Hidden Huntress

An idea began to tickle my mind and with it came fear. “Do you have my map? The list of dead women that was tucked into Catherine’s grimoire?”


He silently retrieved the paper from a locked chest and handed it to me. My eyes roved over the names, and the years that they had died. Nearly always nineteen or thirty-eight years apart, with a few exceptions. A weak and baseless pattern. Unless it wasn’t. I set the paper on the table and pressed a hand to my mouth. I’d left my mother alone, thinking that we had years before she was in any danger. But what if we’d been wrong?

I dropped my hand to my lap. “We need to know when the last time the full moon and winter solstice were in conjunction. We need to know all the times it has been.
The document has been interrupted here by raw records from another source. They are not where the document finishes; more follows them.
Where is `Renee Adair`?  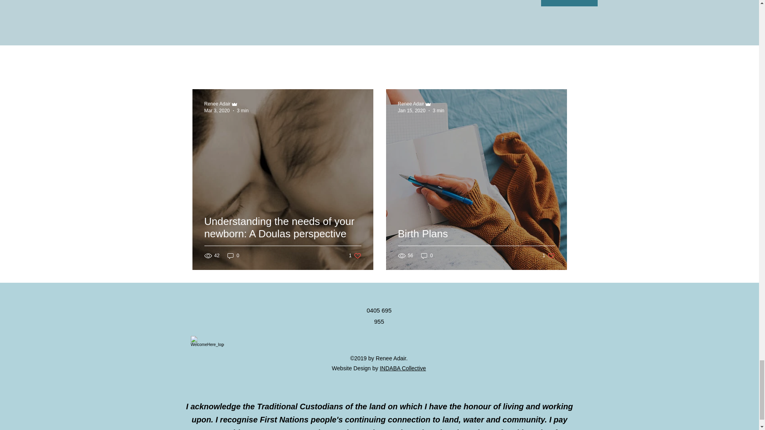
Renee Adair is located at coordinates (217, 111).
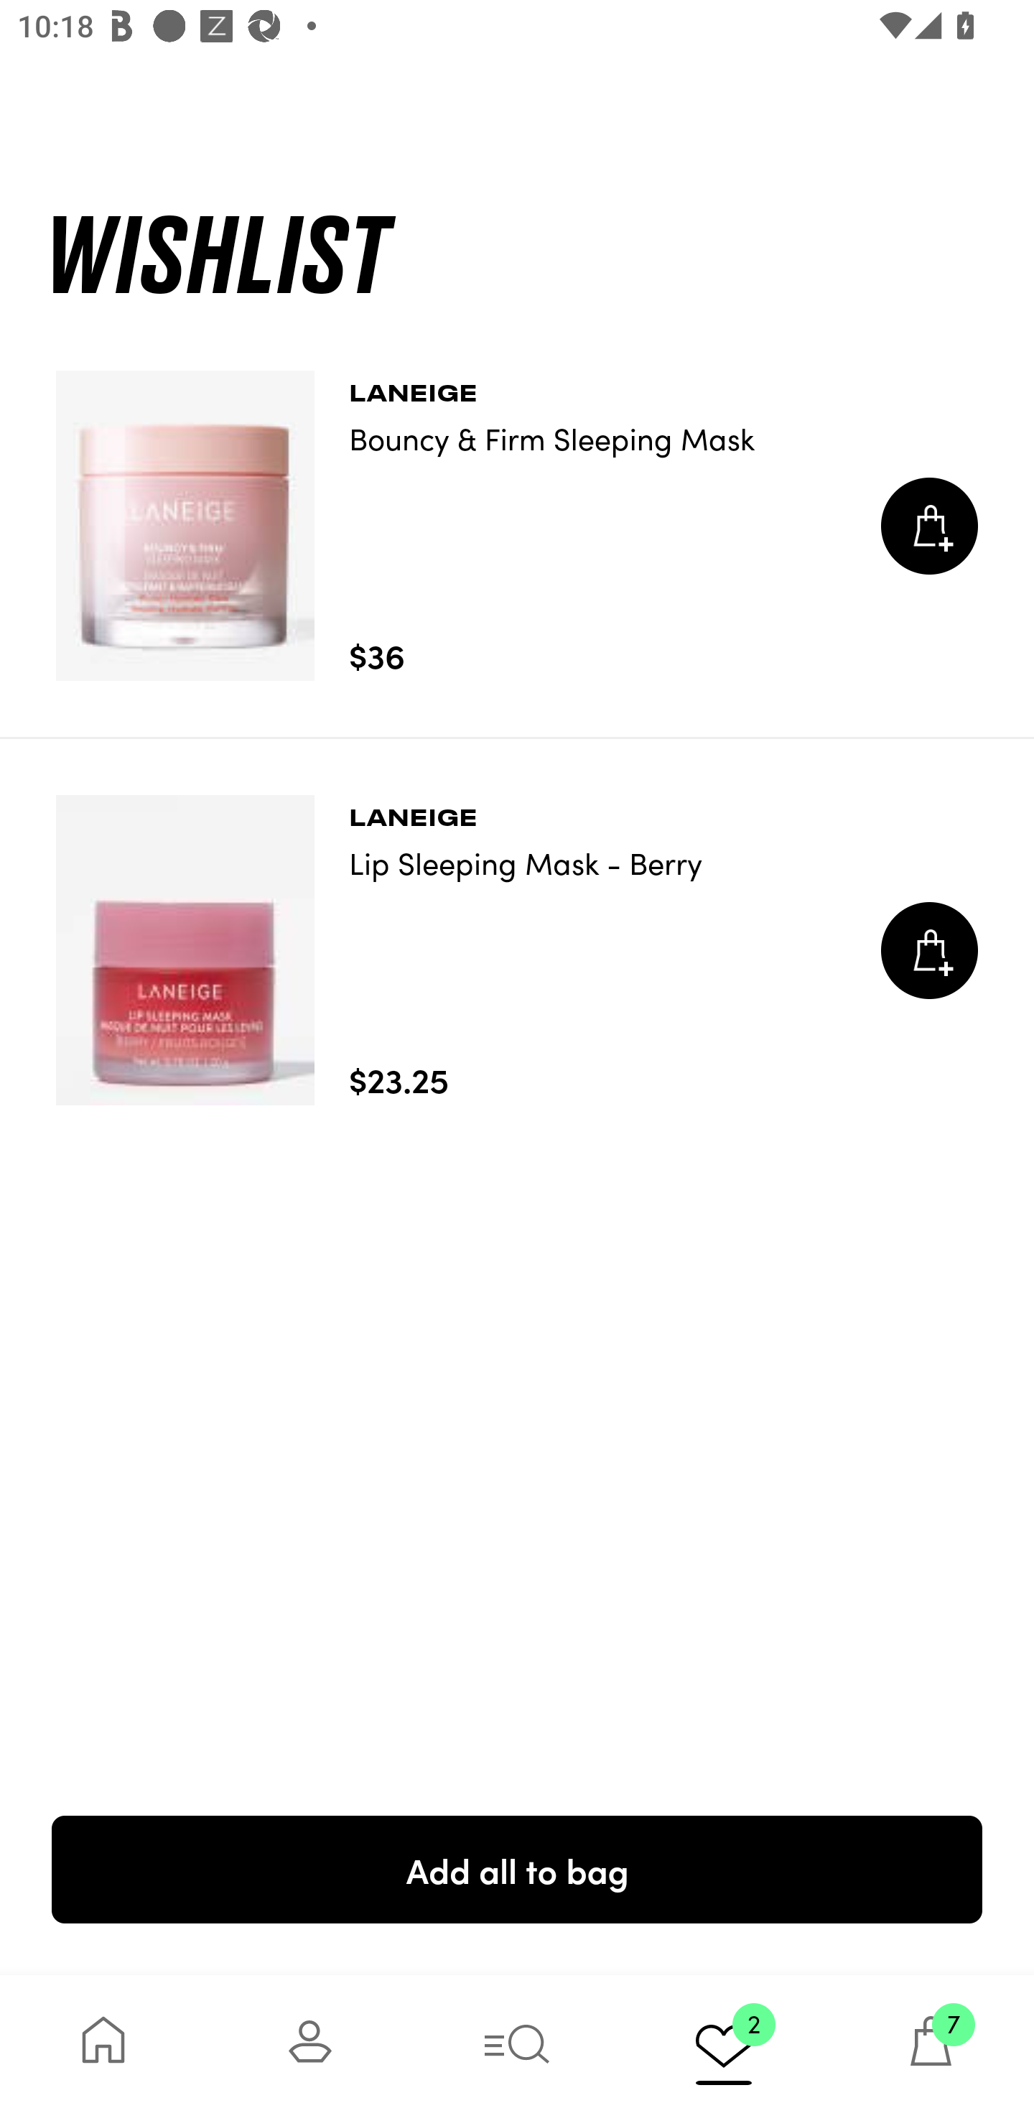 This screenshot has width=1034, height=2126. Describe the element at coordinates (517, 950) in the screenshot. I see `LANEIGE Lip Sleeping Mask - Berry $23.25` at that location.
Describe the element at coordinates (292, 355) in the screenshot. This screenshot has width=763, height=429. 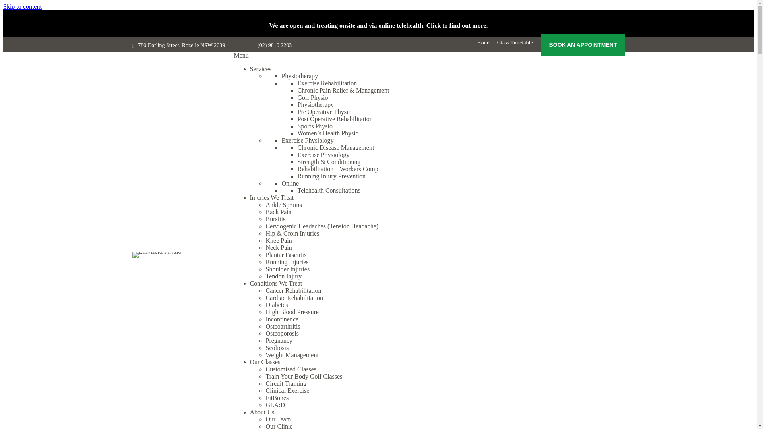
I see `Weight Management` at that location.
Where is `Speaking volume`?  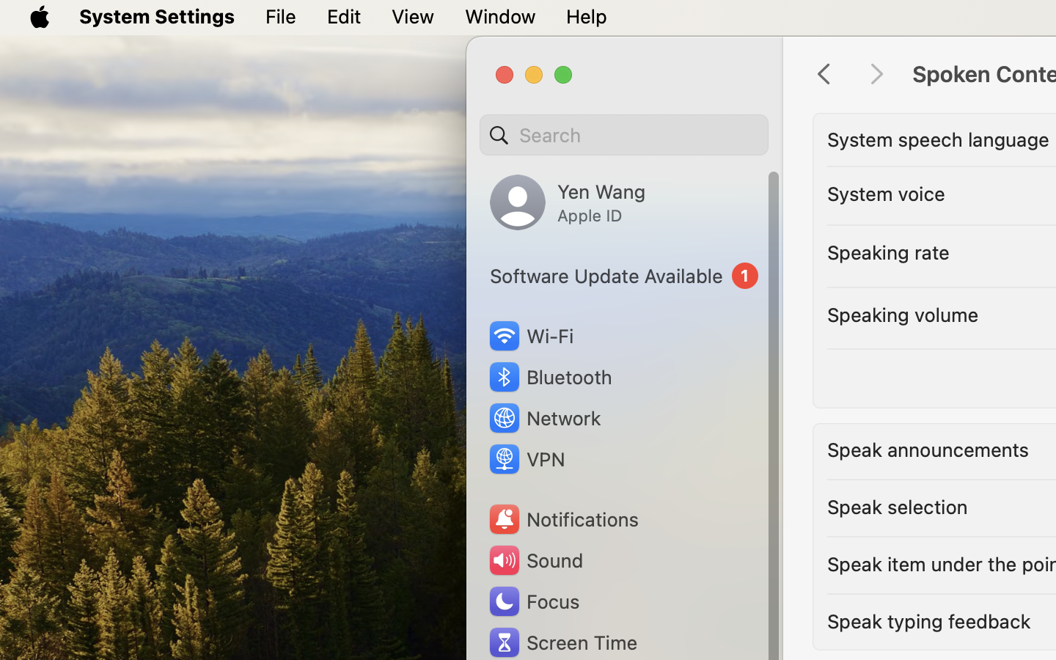 Speaking volume is located at coordinates (903, 314).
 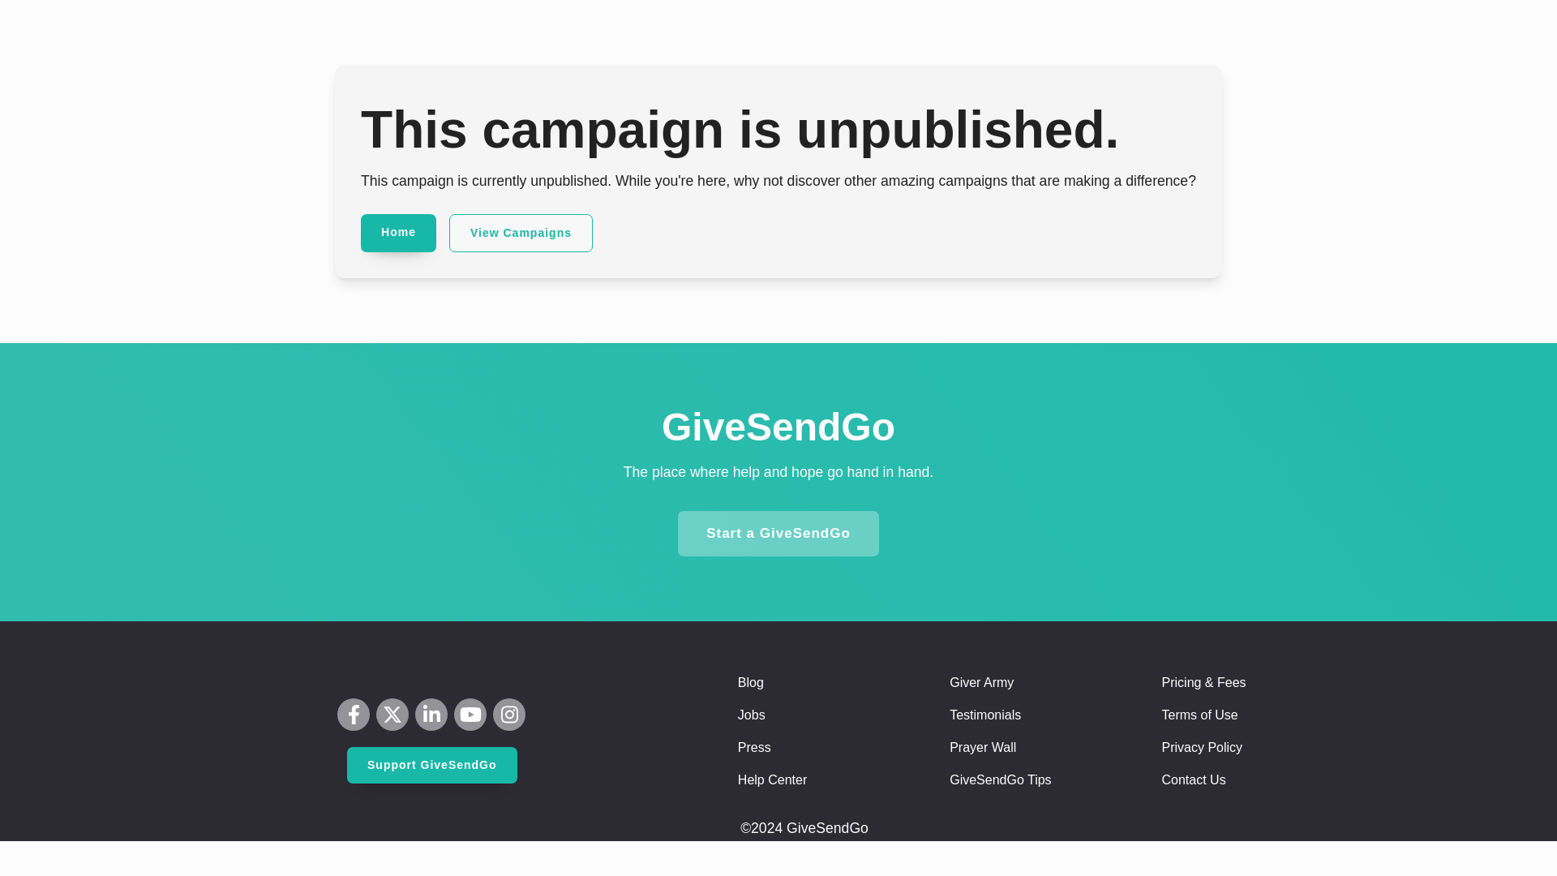 What do you see at coordinates (1194, 780) in the screenshot?
I see `Contact Us` at bounding box center [1194, 780].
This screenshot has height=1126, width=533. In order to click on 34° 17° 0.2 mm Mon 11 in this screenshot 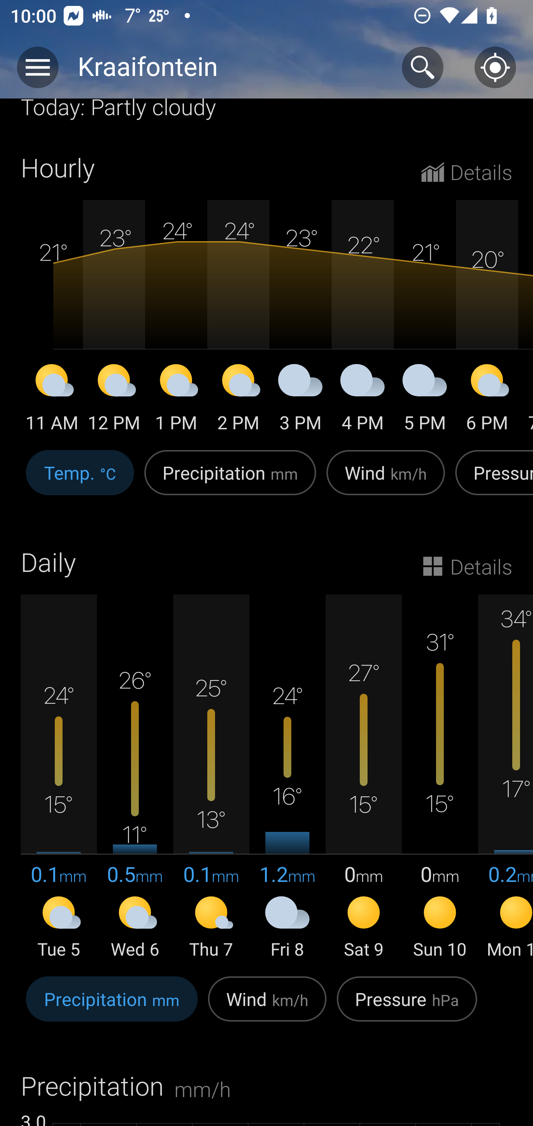, I will do `click(506, 778)`.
And we need a reliable source.”

“I know what you’re suggesting,” Tristan said flatly, “and the answer is no.”

“We need to find out if there is a pattern,” I said. “This might be the only way we can predict her actions. And frankly, we need to know what is really happening in Trollus.”

“How?” He grimaced. “It isn’t as if we can waltz into the city and ask. My father’s control over Trollus is uncertain, and we can be sure that Angoulême will do everything in his power to thwart us.”

“We wouldn’t waltz in,” I said. “We’d sneak.”

Tristan shook his head. “Even if we managed to get into the city, there isn’t a chance of me making it all the way to Pierre unnoticed. My magic is too strong – they’ll know it’s me.”

“Which is why I’ll go alone.”

He leveled me with a chilling glare. “Even if it were worth the risk, it would be impossible. There are two ways into the city, and both are gated and guarded.”

“That’s not entirely true,” Chris said, then winced as Tristan redirected his glare.

I stood up and leaned forward until my face blocked their line of sight. “What are you talking about?”

Chris mumbled something shockingly foul to do with goats and then sighed. “Well, they do have a hole in their roof.”





Forty-Four





Cécile





We left the horses tied up, in the trees, and started toward the sea of rock concealing Trollus from the rest of the world. I was wearing a grey dress and hooded cloak, my hair expertly tucked under a black wig that Sabine had retrieved from the opera house’s collection of costumes. It wasn’t a perfect disguise, but I was banking on no one taking much notice of a half-blood girl running an errand for her owner.

Tristan had said little since we’d left Trianon, his attention seemingly focused on guiding his black gelding on the road slick with ice and mud, but I knew better. As much as he disliked the risk we were taking to get this information, he wanted, no, needed to know what was happening in Trollus, and that made him much more reckless than he normally was. I wasn’t sure if that was a good or bad thing.

“I thought it would be easier to see,” I muttered once we had clambered up. “Do you know which way? It’s going to take us hours to climb to the middle.” Holding my skirts with one hand, I leapt over onto the next rock, then turned back to Tristan. “It’s all right to walk out here, isn’t it? It won’t, you know…” I moved in an exaggerated wobble from side to side.

“You’re standing on a great deal of rock, love,” Tristan said, the first bit of humor I’d seen in hours rising onto his face. “You’re going to need to eat more chocolate truffles if you intend to finish the mountain’s work.”

A faintly shimmering platform of magic bridged the gap between the two boulders, and he strolled across, then offered me his arm. “Do you remember the last time we disguised you as a troll?”

“How could I forget,” I said, holding tight to his arm and trying not to think about all the rock crashing out from underneath us and how far we’d fall if it did. “Only that time you were trying to sneak me out, not in.” My eyes drifted over the grey stones as I remembered when I’d decided to stay in Trollus, the way he’d kissed me, and the feeling that I finally had nearly everything I wanted. How long had it lasted? Five minutes before everything had quite literally crashed down around us.

“Your choosing to stay was the most purely happy moment of my life.”

I rested my head against his shoulder. “I’ve never once regretted that choice.” But we both knew what was unsaid – that our moments of happiness were so few and far between, hemmed in on all sides by disaster and tragedy. Then and now. Trying to live and love while the blood of a friend and comrade was on our hands and knowing that worse was yet to come. Did that make us appreciate those precious moments more, or did it tarnish them? I didn’t know.

“Here it is.”

The moon hole was much larger than I’d thought – perhaps ten feet across, and while from the streets of Trollus it had appeared to me as hope and freedom, from this perspective it seemed like the gate to hell itself. Black, menacing, and deadly. A wave of vertigo hit me, and I swayed unsteadily on my feet.